Tata Project is in West Bengal’s Interests: Karat


Anshika Misra/DNA
 
Kolkata, Aug 26: “The Tata project has to go on in the interest of West Bengal,” Prakash Karat, CPI (M) general secretary, said on Monday. “The (West Bengal) government will sort out the problem,” Karat told reporters, rubbishing a question on whether the Centre’s intervention was required to end the agitation against the Tata Motors’ Nano plant in Singur.

Angry villagers in Singur have been protesting against the Rs1,500-crore Tata Motors’ Nano plant that will roll out the world’s cheapest car, demanding that the WB government return 400 acres of land acquired from unwilling farmers.

Briefly referring to the Singur issue in his 40-minute keynote address, Karat said 70% of the over 11,000 landowners, from who 997 acres of land was acquired in Singur, had accepted the compensation offered by the WB government. “The compensation is fair under all standards,” he insisted, adding that owners of only 300 acres had not accepted the compensation. The other 100 acres are disputed, he maintained.

“The issue has now taken the form of a political struggle on whether the project should go on,” Karat said. He added that the struggle by those dispossessed of their land in most cases if for better compensation.

“Industrialisation in the long run is inevitable and in the interests of the peasantry. Industrialisation provides for future needs in a labour-surplus country like ours,” Karat stated. But the conversion of agricultural land to non-agricultural purpose like infrastructure projects has to be balanced with the need for food security which is essential for national sovereignty, he added.

Stressing the WB government’s commitment to agriculture, Karat said that over the last three years while the WB government had acquired a total of 10,207 acres of land for non-agricultural purposes it had also acquired and distributed 29,937 acres for agriculture.

Nature of present rural crisis and rural distress is a direct outcome of liberalisation and neo-liberal policies. “We have to ensure that even within capitalist framework poor peasants do not become victims of the brutal process of expropriation,” Karat said.

Speaking on the Special Economic Zone (SEZ) Act, Karat said, “The Act escaped the attention of most people including us. We mistook it for an export promotion vehicle and failed to see the real estate bonanza under the guise of tax sops.” But he was quick to add that certain SEZs help development, justifying those in Left-ruled states like Kerala.

Karat labelled the new Land Acquisition Bill and National Rehabilitation Bill as “unsatisfactory”. The process of working out the compensation is unfair; the definition of public purpose is too narrow; and the clause allowing private parties to acquire 70% of a project site with no responsibility of rehabilitation is unacceptable, he said.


## Work instructions
Read the lines below. Copy out any that hold the string "lower".

#### Input material

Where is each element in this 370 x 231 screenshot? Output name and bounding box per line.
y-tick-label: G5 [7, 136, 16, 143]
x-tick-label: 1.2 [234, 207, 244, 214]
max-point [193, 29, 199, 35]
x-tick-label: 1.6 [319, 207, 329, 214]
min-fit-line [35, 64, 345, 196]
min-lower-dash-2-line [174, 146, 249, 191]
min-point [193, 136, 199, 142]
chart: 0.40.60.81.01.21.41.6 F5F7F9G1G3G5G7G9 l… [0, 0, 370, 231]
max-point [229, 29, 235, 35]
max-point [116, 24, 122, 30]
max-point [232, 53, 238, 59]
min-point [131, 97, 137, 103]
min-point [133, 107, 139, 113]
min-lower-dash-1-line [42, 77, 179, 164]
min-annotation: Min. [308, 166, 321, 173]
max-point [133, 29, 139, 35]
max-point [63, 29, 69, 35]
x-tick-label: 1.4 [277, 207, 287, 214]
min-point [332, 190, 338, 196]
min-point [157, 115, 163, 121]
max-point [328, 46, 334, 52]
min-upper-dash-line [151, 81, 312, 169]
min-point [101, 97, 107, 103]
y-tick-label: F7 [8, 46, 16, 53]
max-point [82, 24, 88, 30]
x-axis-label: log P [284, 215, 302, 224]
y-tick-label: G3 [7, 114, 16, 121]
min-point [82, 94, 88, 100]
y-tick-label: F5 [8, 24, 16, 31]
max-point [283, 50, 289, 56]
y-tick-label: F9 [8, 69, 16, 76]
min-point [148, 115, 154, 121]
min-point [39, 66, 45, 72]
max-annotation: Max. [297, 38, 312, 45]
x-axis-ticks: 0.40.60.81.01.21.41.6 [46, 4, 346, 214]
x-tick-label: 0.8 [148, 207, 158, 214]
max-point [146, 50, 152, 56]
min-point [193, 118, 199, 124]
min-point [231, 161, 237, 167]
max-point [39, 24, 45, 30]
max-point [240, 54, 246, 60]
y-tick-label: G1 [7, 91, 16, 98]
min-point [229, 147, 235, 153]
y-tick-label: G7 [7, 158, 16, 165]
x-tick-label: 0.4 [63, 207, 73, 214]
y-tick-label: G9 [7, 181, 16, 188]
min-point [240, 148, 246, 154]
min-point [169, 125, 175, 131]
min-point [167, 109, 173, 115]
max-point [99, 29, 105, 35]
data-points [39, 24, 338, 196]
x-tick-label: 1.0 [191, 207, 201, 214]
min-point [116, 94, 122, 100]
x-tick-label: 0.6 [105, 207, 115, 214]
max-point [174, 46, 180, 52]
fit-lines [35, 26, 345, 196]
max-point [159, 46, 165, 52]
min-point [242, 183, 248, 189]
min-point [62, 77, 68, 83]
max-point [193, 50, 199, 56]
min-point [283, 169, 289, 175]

########

## Written answer
min-lower-dash-2-line [174, 146, 249, 191]
min-lower-dash-1-line [42, 77, 179, 164]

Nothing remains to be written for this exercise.